Claude glass

Man Holding a Claude Glass by Thomas Gainsborough
Painting by Claude Lorrain (1655–60) which shows the gradation of tone that artists hoped to emulate with the help of a Claude glass

A Claude glass (or black mirror) is a small mirror, slightly convex in shape, with its surface tinted a dark colour. Bound up like a pocket-book or in a carrying case, Claude glasses were used by artists, travelers and connoisseurs of landscape and landscape painting. Claude glasses have the effect of abstracting the subject reflected in them from its surroundings, reducing and simplifying the colour and tonal range of scenes and scenery to give them a painterly quality.

They were famously used by picturesque artists in England in the late 18th and early 19th centuries as a frame for drawing sketches of picturesque landscapes.[1] The user would turn their back on the scene to observe the framed view through the tinted mirror—in a sort of pre-photographic lens—which added the picturesque aesthetic of a subtle gradation of tones.

Poet Thomas Gray's Journal of his Tour in the Lake District, published in 1775, popularized the use of the Claude mirror – it is sometimes referred to as a "Gray glass" around this time.[2] On one sightseeing trip Gray was so intent on his glass that he fell backward into "a dirty lane" and broke his knuckles; he later remarked how he kept the glass open in his hand, enabling him to see "the sun set in all its glory".[3]

In his influential A Guide to the Lakes (1778) Thomas West explained "The person using it ought always to turn his back to the object that he views. It should be suspended by the upper part of the case ... holding it a little to the right or the left (as the position of the parts to be viewed require) and the face screened from the sun." He recommended carrying two different mirrors: "one to manage reflections of great and near objects and a flatter glass for distant and small objects."[2]

Aquatint of Tintern Abbey by William Gilpin, who often used a mirror for his sketches and paintings

The Claude glass is named for Claude Lorrain, a 17th-century landscape painter, whose name in the late 18th century became synonymous with the picturesque aesthetic, although there is no indication he used or knew of it or anything similar.

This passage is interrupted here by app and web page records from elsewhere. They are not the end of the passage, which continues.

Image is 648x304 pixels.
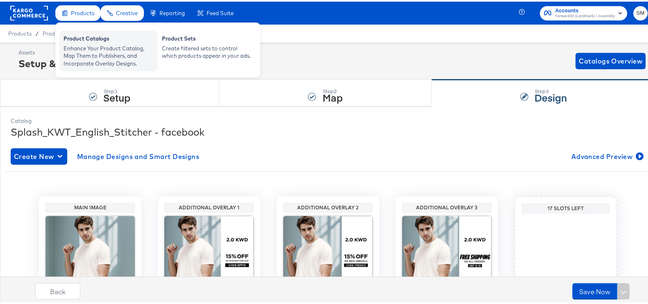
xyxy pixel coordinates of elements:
[18,55,121,69] div: Setup & Map Catalog
[74,147,203,163] button: Manage Designs and Smart Designs
[534,87,567,93] div: Step: 3
[14,149,64,161] span: Create New
[32,29,43,35] span: /
[633,5,648,19] button: SM
[77,149,200,161] span: Manage Designs and Smart Designs
[540,5,627,19] button: AccountsForward3d (Landmark) / Assembly
[35,282,80,298] button: Back
[159,8,185,15] span: Reporting
[8,29,32,35] span: Products
[575,51,646,68] button: Catalogs Overview
[103,89,130,102] strong: Setup
[166,203,252,209] div: Additional Overlay 1
[579,54,642,65] span: Catalogs Overview
[11,123,645,137] div: Splash_KWT_English_Stitcher - facebook
[572,282,617,298] button: Save Now
[285,203,371,209] div: Additional Overlay 2
[322,87,342,93] div: Step: 2
[116,8,138,15] span: Creative
[534,89,567,102] strong: Design
[48,203,133,209] div: Main Image
[322,89,342,102] strong: Map
[568,147,645,163] button: Advanced Preview
[571,149,642,161] span: Advanced Preview
[71,8,94,15] span: Products
[103,87,130,93] div: Step: 1
[555,5,615,14] span: Accounts
[637,7,644,16] span: SM
[11,116,645,123] div: Catalog
[404,203,489,209] div: Additional Overlay 3
[18,47,121,55] div: Assets
[524,204,607,210] div: 17 Slots Left
[207,8,234,15] span: Feed Suite
[11,147,67,163] button: Create New
[43,29,88,35] a: Product Catalogs
[555,11,615,18] span: Forward3d (Landmark) / Assembly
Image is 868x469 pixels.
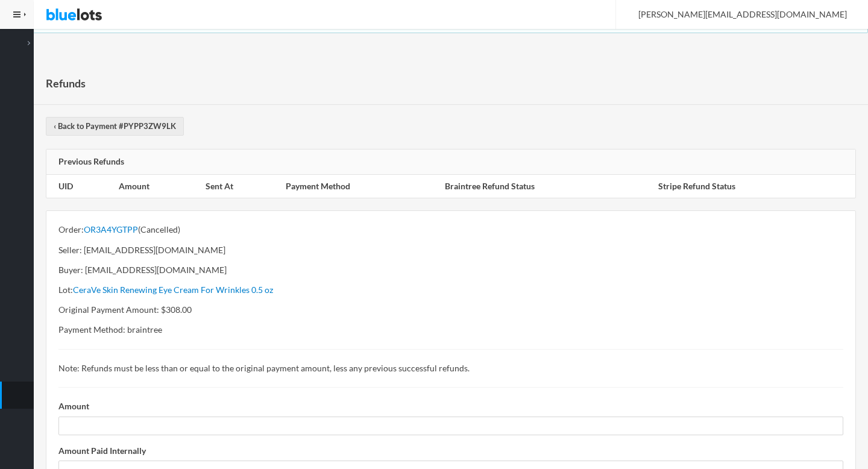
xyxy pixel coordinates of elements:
[59,444,146,458] label: Amount Paid Internally
[59,223,844,237] p: Order: (Cancelled)
[84,224,138,234] a: OR3A4YGTPP
[653,175,855,198] th: Stripe Refund Status
[59,400,89,414] label: Amount
[46,74,86,92] h1: Refunds
[46,150,855,175] div: Previous Refunds
[59,263,844,277] p: Buyer: [EMAIL_ADDRESS][DOMAIN_NAME]
[59,243,844,257] p: Seller: [EMAIL_ADDRESS][DOMAIN_NAME]
[46,175,114,198] th: UID
[59,283,844,297] p: Lot:
[46,117,184,135] a: ‹ Back to Payment #PYPP3ZW9LK
[201,175,281,198] th: Sent At
[59,323,844,337] p: Payment Method: braintree
[440,175,653,198] th: Braintree Refund Status
[114,175,201,198] th: Amount
[59,303,844,317] p: Original Payment Amount: $308.00
[73,284,273,295] a: CeraVe Skin Renewing Eye Cream For Wrinkles 0.5 oz
[625,9,847,19] span: [PERSON_NAME][EMAIL_ADDRESS][DOMAIN_NAME]
[281,175,440,198] th: Payment Method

The Claude glass was supposed to help artists produce works of art similar to those of Lorrain. William Gilpin, the inventor of the picturesque ideal, advocated the use of a Claude glass saying, "they give the object of nature a soft, mellow tinge like the colouring of that Master". Gilpin mounted a mirror in his carriage, from where he could take in "a succession of high-coloured pictures ... continually gliding before the eye".[2]

Claude glasses were widely used by tourists and amateur artists, who quickly became the targets of satire. Hugh Sykes Davies (1909 – 1984) observed their facing away from the object they wished to paint, commenting, "It is very typical of their attitude to Nature that such a position should be desirable."[4]

In the 20th century, architect Mary Colter included Claude glasses (dubbed "reflectoscopes") in her Desert View Watchtower for the use of visitors viewing the Grand Canyon.[5]

See also

References

  1. "Claude Glass". Paintings & Drawings. Victoria and Albert Museum. Retrieved 2007-06-07.
  2. 1 2 3 ""An Eye Made Quiet": The Claude Mirror & the Picturesque". University of Michigan. 2007.
  3. Harris, Alexandra (2015). Weatherland: Writers & Artists Under English Skies. ISBN 9780500518113.
  4. James Buzard (2002). "The Grand Tour and after 1660-1840," in The Cambridge Companion to Travel Writing. ISBN 0-521-78140-X
  5. Gerke, Sarah Bohl (July 8, 2010). "Nature, Culture and History at the Grand Canyon: Desert View Watchtower". Arizona State University. Retrieved March 16, 2014.
  • "Picture of a Claude glass". Victoria and Albert Museum. Retrieved 2007-06-07.
  • "A demonstration of a Victorian Claude glass made by Elliott, London".
  • "University of Windsor website about Claude glasses, and link to a Claude glass webcam".